What is a threat hunting hypothesis?

A threat-hunting hypothesis is a specific, testable statement about adversary behavior that might be present in your environment — for example, "an attacker is using WMI for lateral movement on our servers." It scopes the hunt, names the data needed, and defines what proving or disproving it looks like, so hunting is repeatable rather than ad hoc.

How do you build a threat hunting hypothesis library?

Generate hypotheses from MITRE ATT&CK techniques relevant to your threats, recent threat intelligence, and your own incident history. Record each in a consistent template (technique, data source, hunt logic, expected findings, outcome), prioritize by risk and data feasibility, and track results so the library compounds over time.

What is the PEAK threat hunting framework?

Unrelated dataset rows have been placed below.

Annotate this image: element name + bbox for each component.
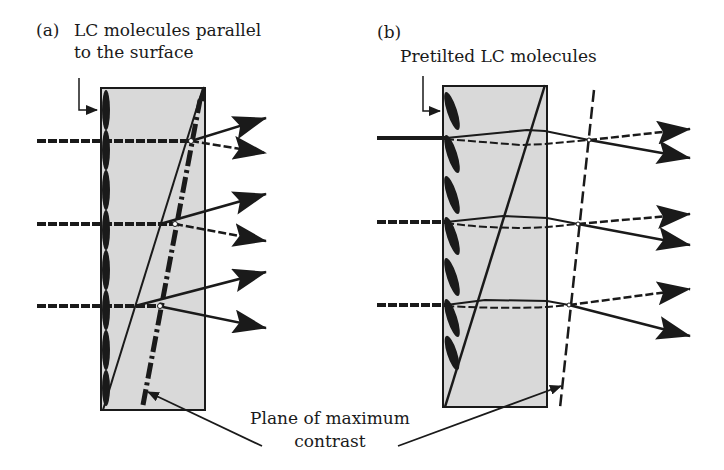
callout-lc-molecules-b (423, 76, 440, 111)
panel-a (37, 78, 266, 446)
incoming-rays-b (377, 138, 446, 305)
plane-label-line2: contrast (248, 431, 412, 451)
plane-label-line1: Plane of maximum (248, 408, 412, 428)
panel-b-label-line1: Pretilted LC molecules (400, 46, 597, 66)
panel-a-tag: (a) (36, 20, 59, 40)
panel-b (377, 76, 690, 446)
panel-a-label-line1: LC molecules parallel (74, 20, 261, 40)
callout-lc-molecules-a (79, 78, 97, 110)
panel-a-label-line2: to the surface (74, 42, 194, 62)
lc-cell-diagram (0, 0, 724, 470)
panel-b-tag: (b) (377, 22, 401, 42)
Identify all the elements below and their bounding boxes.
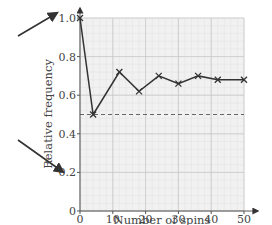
svg-text:1.0: 1.0 xyxy=(59,12,77,25)
y-axis-ticks: 00.20.40.60.81.0 xyxy=(59,12,81,218)
y-axis-label: Relative frequency xyxy=(41,59,55,169)
svg-text:0.8: 0.8 xyxy=(59,51,77,64)
x-axis-label: Number of spins xyxy=(114,213,211,225)
svg-text:0: 0 xyxy=(69,205,76,218)
svg-text:0.2: 0.2 xyxy=(59,166,77,179)
relative-frequency-chart: 01020304050 00.20.40.60.81.0 Number of s… xyxy=(0,0,272,225)
svg-text:0.6: 0.6 xyxy=(59,89,77,102)
svg-text:50: 50 xyxy=(237,213,251,225)
svg-text:0: 0 xyxy=(77,213,84,225)
svg-text:0.4: 0.4 xyxy=(59,128,77,141)
annotation-arrow-top xyxy=(18,13,57,36)
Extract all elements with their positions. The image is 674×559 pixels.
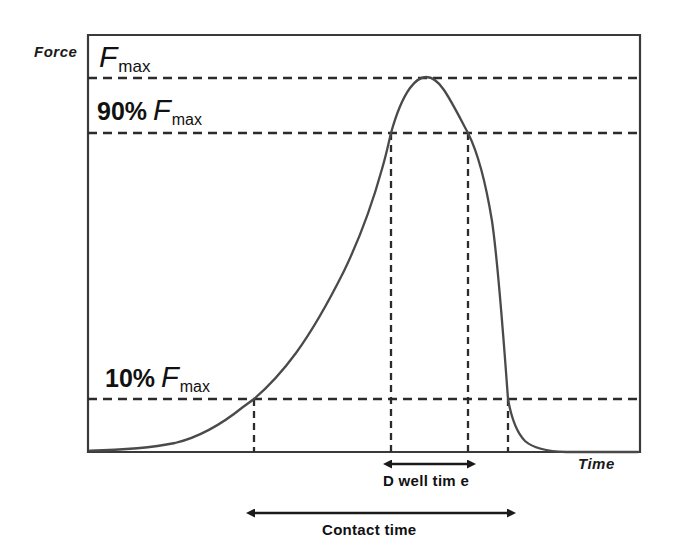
chart-canvas [0,0,674,559]
dwell-time-label: D well tim e [383,473,469,488]
level-label-10-percent: 10%Fmax [105,363,210,395]
level-label-fmax: Fmax [99,42,150,75]
ten-percent-text: 10% [105,364,155,392]
fmax-subscript: max [118,57,150,76]
level-label-90-percent: 90%Fmax [97,96,202,128]
ninety-percent-subscript: max [172,111,202,128]
y-axis-label: Force [34,44,77,59]
contact-time-label: Contact time [322,522,416,537]
ninety-percent-text: 90% [97,97,147,125]
ninety-percent-fmax-symbol: F [153,94,171,126]
x-axis-label: Time [578,456,615,471]
ten-percent-subscript: max [180,378,210,395]
fmax-symbol: F [99,40,117,73]
force-time-chart-figure: Force Time Fmax 90%Fmax 10%Fmax D well t… [0,0,674,559]
ten-percent-fmax-symbol: F [161,361,179,393]
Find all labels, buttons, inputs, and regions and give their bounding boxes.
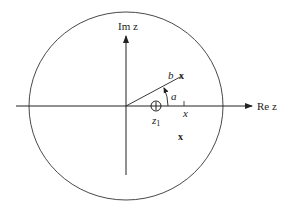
label-z1: z1 bbox=[151, 114, 160, 128]
real-axis-label: Re z bbox=[257, 100, 277, 112]
pole-upper-marker: x bbox=[179, 70, 184, 81]
angle-arc bbox=[164, 88, 168, 106]
label-a: a bbox=[171, 90, 177, 102]
complex-plane-diagram: Re z Im z b x a z1 x x bbox=[0, 0, 287, 209]
imag-axis-label: Im z bbox=[118, 20, 138, 32]
label-x: x bbox=[182, 107, 188, 119]
label-b: b bbox=[168, 69, 174, 81]
pole-lower-marker: x bbox=[178, 131, 183, 142]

PEAK (Prepare, Execute, and Act with Knowledge) is a hunting framework that structures hunts into hypothesis-driven, baseline, and model-assisted types, each with a prepare-execute-act loop. Its emphasis is turning hunt findings into durable detections and documented knowledge, not one-off investigations.

What is the difference between threat hunting and detection?

Detection is automated and continuous — rules fire on known-bad behavior. Threat hunting is human-led and hypothesis-driven — proactively searching for adversary activity that existing detections miss. The output of a good hunt is a new detection, so hunting feeds the detection pipeline.